Milanese Modern echoes in the boiseries of this newly renovated apartment

New Landscapes completed a project that is both respectful and bold, where the revival of post-war Milanese architecture coexists with the spatial needs of contemporary living.

In the setting of a 1950s urban building in central Milan, New Landscapes has carried out a refined renovation of a typical apartment from the era of the city’s post-war reconstruction. The project is rooted in a careful revival of the spirit of those years: a desire to stay grounded in place while also seeking the most modern expression of Italian identity, already vibrant in the immediate postwar period.

Behind the layout of an apparently conventional floor plan, a masterful sequence of spatial transitions unfolds, particularly evident in the living areas. Here, a sophisticated system of boiseries and built-in furnishings forms a continuous backdrop, first for the living room, then the dining room, and finally the study. The result is a labyrinthine composition of bookshelves and cabinetry, punctuated by custom-designed slits and niches: small alcoves to display objects, house lighting elements – transformed into luminous lanterns integrated into the woodwork – or, through the subtraction of one or more modules, to allow natural light to filter seamlessly through the apartment.

New Landscapes, A Milanese apartment, Milan, Italy, 2023. Photo Luca Bosco, Davide Pagliarini.

The continuity of spatial flows is emphasized by the doors separating the various rooms, each one different from the other, often enriched by important fanlight openers. Regardless of their more or less accentuated materiality, they are never really conceived as closures, but rather as points of contact and expansion of one space towards another, sophisticated interpretations of the threshold, the domestic limen.

The sleeping areas, on the opposite side of the flat, keep on the other hand a strong dimension of privacy, emphasized by the today almost anachronistic presence of the corridor, which in this case regains its dignity as the true infrastructure of the home, a guarantor of domestic intimacy, still equally participating in that play of micro-openings, functional or luminous, which can be found everywhere in daytime and public spaces.

All through this project, the unity guiding the spatial choices is legible precisely in their extreme variety, and the space itself is constantly subject to dynamism and surprise.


Task objective
Repeat the line that contains "Determine 'vegetable' bounding box." exactly, along with each following line up to and including the last line of the entries.
####
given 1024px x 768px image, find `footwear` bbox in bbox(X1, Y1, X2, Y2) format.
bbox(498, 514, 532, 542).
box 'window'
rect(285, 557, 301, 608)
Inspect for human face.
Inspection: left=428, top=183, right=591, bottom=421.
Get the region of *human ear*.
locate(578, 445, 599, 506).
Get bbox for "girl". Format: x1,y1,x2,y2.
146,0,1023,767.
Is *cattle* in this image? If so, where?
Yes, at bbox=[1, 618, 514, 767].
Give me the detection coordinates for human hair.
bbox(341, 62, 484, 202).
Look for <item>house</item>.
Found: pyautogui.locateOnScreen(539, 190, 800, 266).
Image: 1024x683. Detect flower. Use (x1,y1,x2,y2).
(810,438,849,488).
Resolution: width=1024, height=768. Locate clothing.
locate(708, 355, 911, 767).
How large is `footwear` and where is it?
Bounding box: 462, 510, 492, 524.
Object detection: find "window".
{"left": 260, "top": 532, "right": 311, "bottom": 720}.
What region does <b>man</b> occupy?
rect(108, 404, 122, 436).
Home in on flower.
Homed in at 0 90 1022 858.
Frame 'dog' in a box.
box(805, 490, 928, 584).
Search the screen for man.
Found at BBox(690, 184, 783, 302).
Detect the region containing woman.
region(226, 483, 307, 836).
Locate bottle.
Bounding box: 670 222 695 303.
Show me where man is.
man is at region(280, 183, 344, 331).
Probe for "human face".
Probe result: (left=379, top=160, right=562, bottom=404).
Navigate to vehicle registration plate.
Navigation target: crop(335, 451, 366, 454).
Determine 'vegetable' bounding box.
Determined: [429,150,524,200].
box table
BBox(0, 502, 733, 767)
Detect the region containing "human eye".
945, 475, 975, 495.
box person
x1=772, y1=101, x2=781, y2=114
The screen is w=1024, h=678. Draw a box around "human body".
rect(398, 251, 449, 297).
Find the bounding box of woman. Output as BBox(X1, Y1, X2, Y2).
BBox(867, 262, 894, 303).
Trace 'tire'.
####
Output for this task
Determine 'vegetable' bounding box.
Determined: [429,150,524,200].
box table
BBox(0, 502, 733, 767)
Detect the region containing "human eye".
945, 475, 975, 495.
box person
x1=772, y1=101, x2=781, y2=114
The screen is w=1024, h=678. Draw a box around "human body".
rect(398, 251, 449, 297).
Find the bounding box of woman. Output as BBox(X1, Y1, X2, Y2).
BBox(867, 262, 894, 303).
Trace 'tire'.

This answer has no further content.